A verbatim copy is needed of the lines below from the one containing "is (719, 1277)." up to and including the one containing "pyautogui.click(x=<x>, y=<y>)", excluding pictures.

▶ **DATA LISTING**:
──────────────────────────────

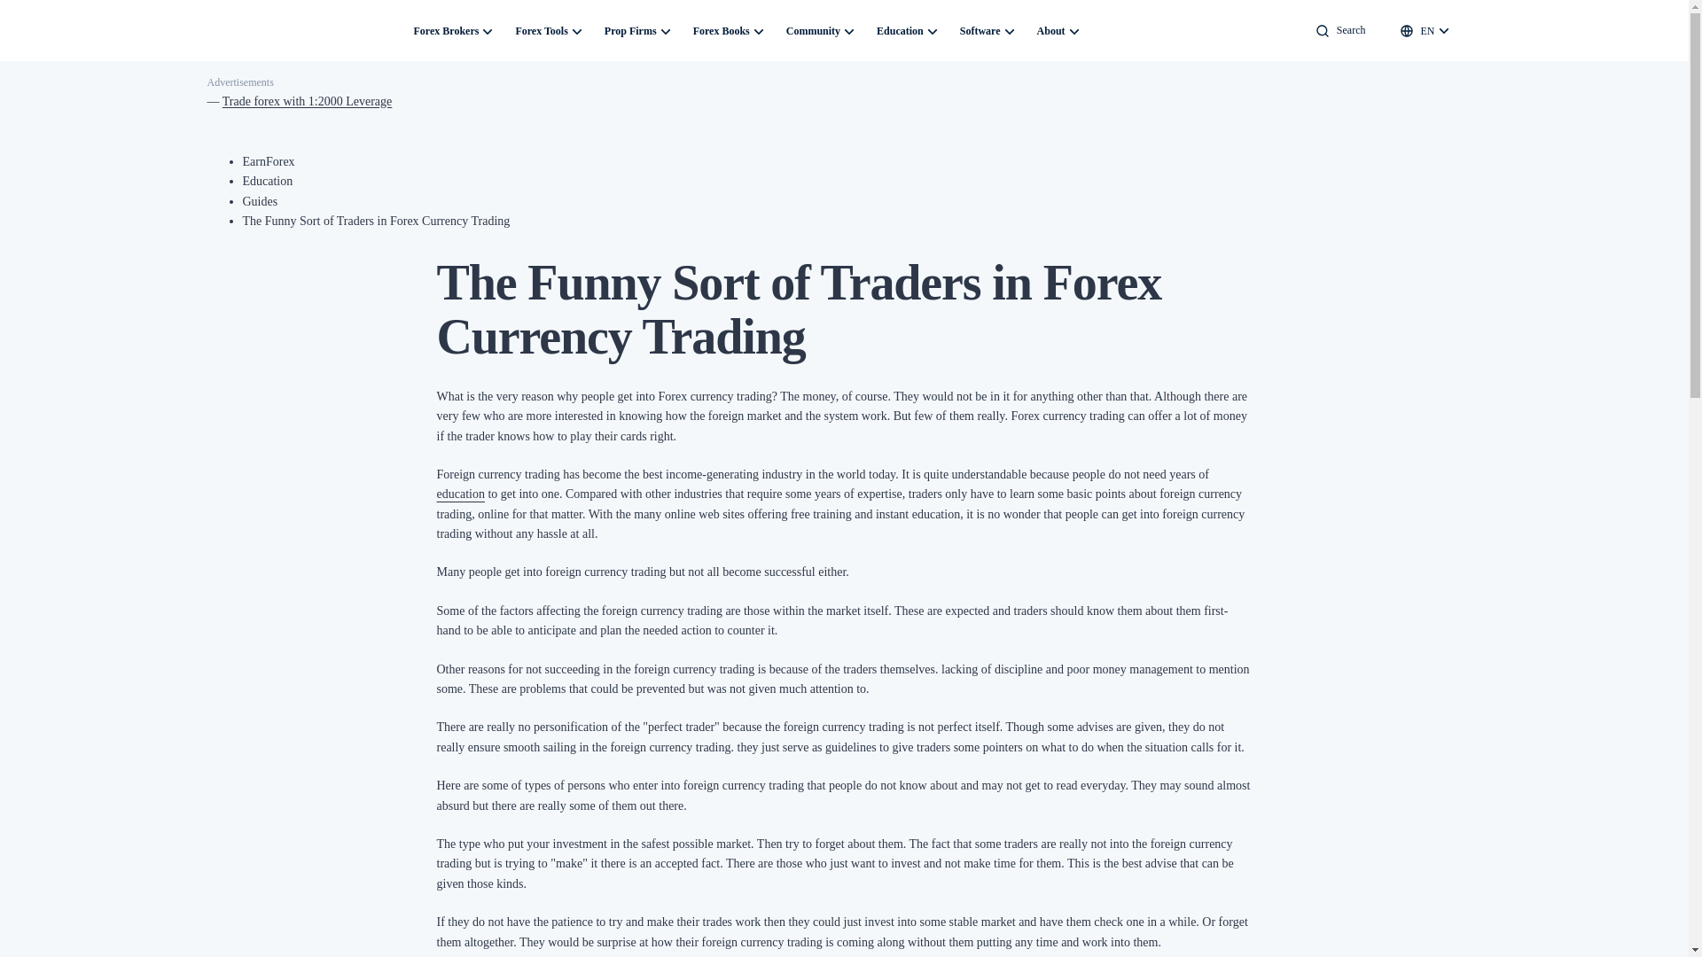  I want to click on Software, so click(980, 30).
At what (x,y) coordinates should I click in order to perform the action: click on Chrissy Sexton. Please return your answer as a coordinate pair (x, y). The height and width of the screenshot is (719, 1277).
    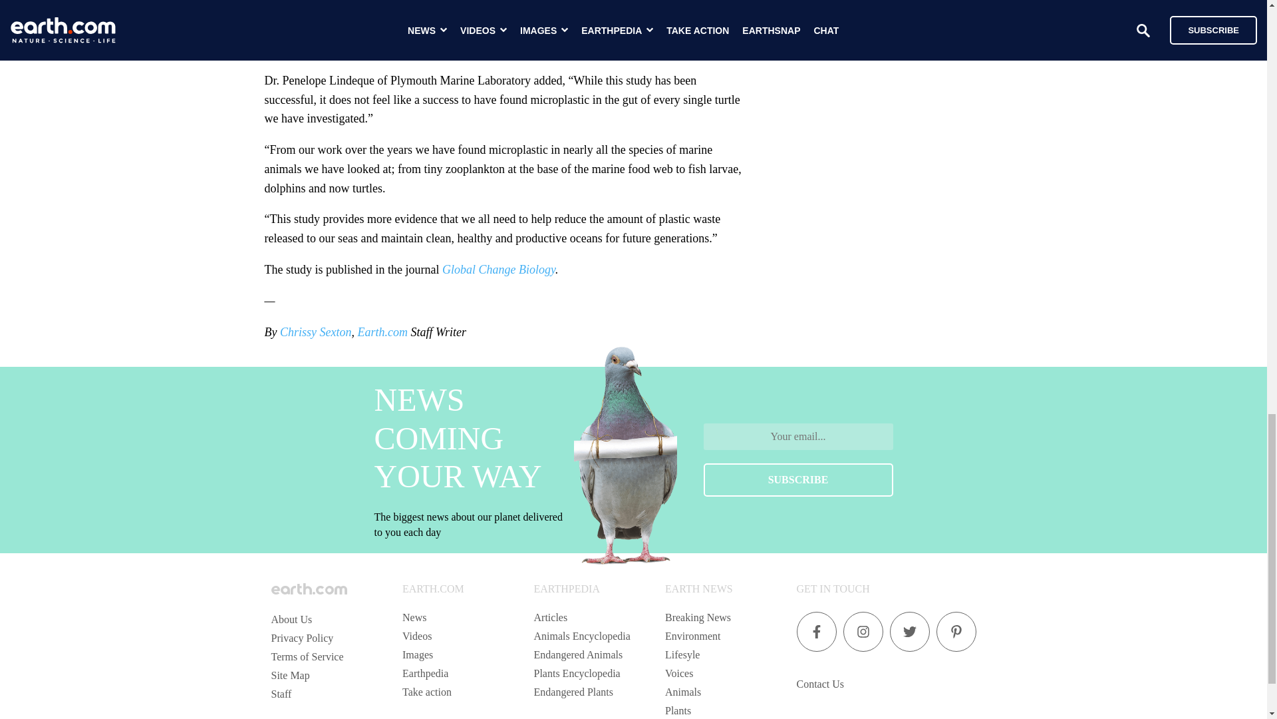
    Looking at the image, I should click on (315, 331).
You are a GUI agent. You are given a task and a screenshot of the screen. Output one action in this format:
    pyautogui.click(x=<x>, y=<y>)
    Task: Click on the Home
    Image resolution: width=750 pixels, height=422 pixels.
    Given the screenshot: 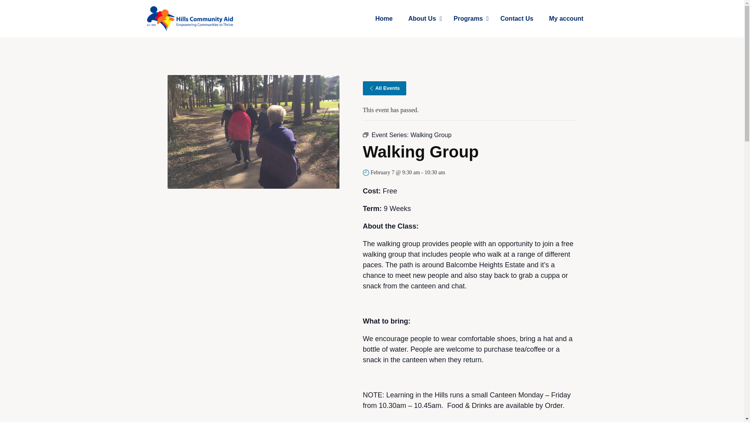 What is the action you would take?
    pyautogui.click(x=423, y=19)
    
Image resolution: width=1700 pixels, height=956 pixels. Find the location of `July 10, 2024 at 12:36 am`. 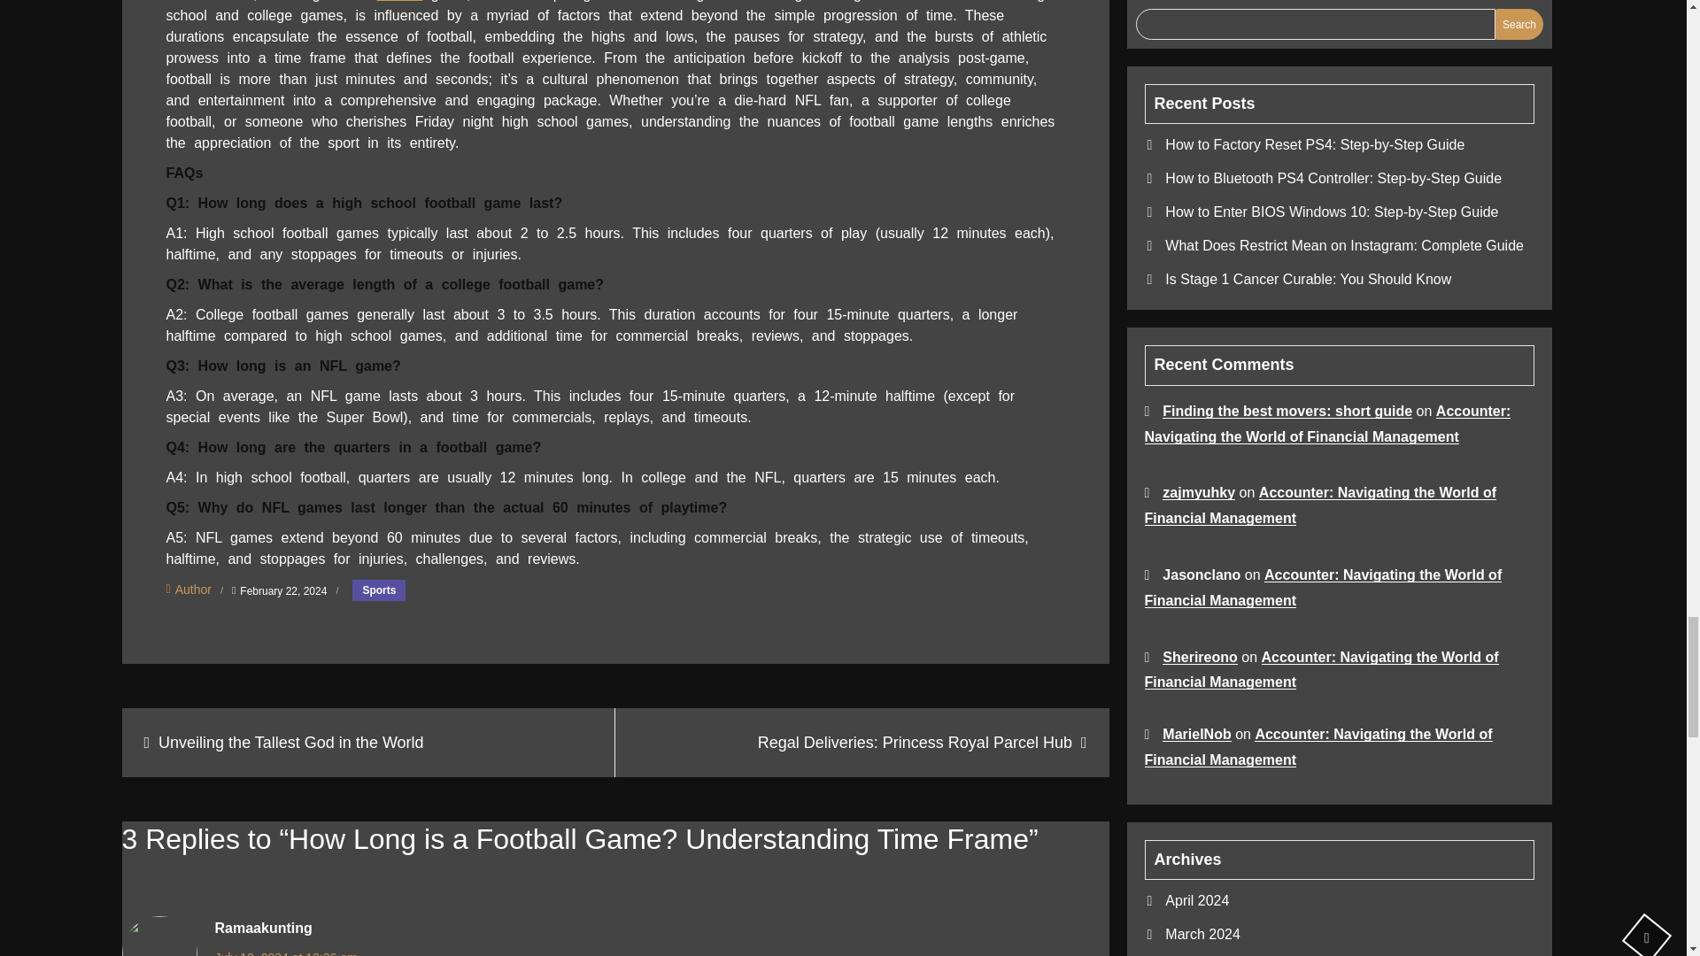

July 10, 2024 at 12:36 am is located at coordinates (285, 953).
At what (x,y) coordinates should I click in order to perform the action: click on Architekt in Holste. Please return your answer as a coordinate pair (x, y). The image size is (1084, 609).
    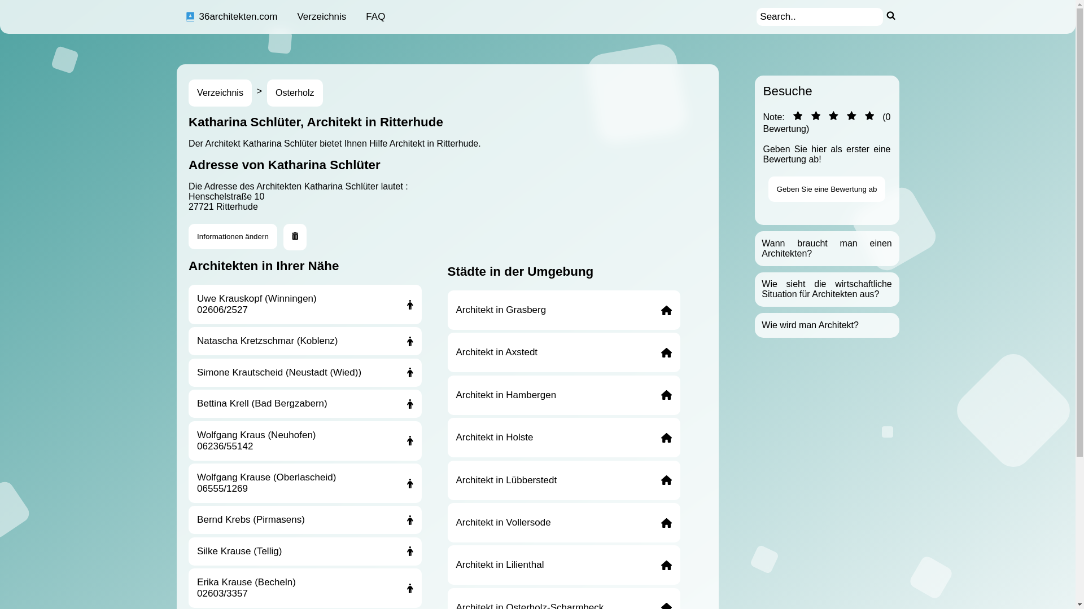
    Looking at the image, I should click on (563, 438).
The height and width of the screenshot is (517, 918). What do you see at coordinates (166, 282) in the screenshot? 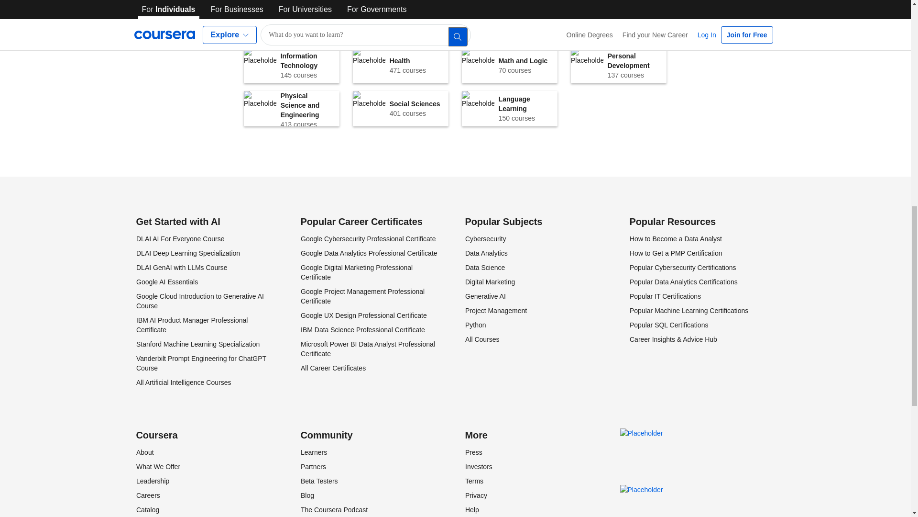
I see `IBM AI Product Manager Professional Certificate` at bounding box center [166, 282].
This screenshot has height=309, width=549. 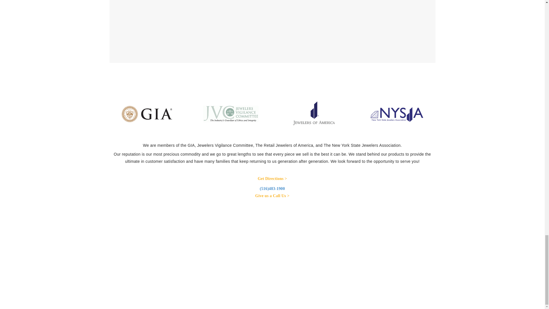 I want to click on Dee T, so click(x=227, y=224).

──────────────────────────────

▶ **RESPONSE BELOW**:
At what (x,y) coordinates should I click in order to perform the action: click on Chrissy Sexton. Please return your answer as a coordinate pair (x, y). The height and width of the screenshot is (719, 1277).
    Looking at the image, I should click on (315, 331).
You are a GUI agent. You are given a task and a screenshot of the screen. Output one action in this format:
    pyautogui.click(x=<x>, y=<y>)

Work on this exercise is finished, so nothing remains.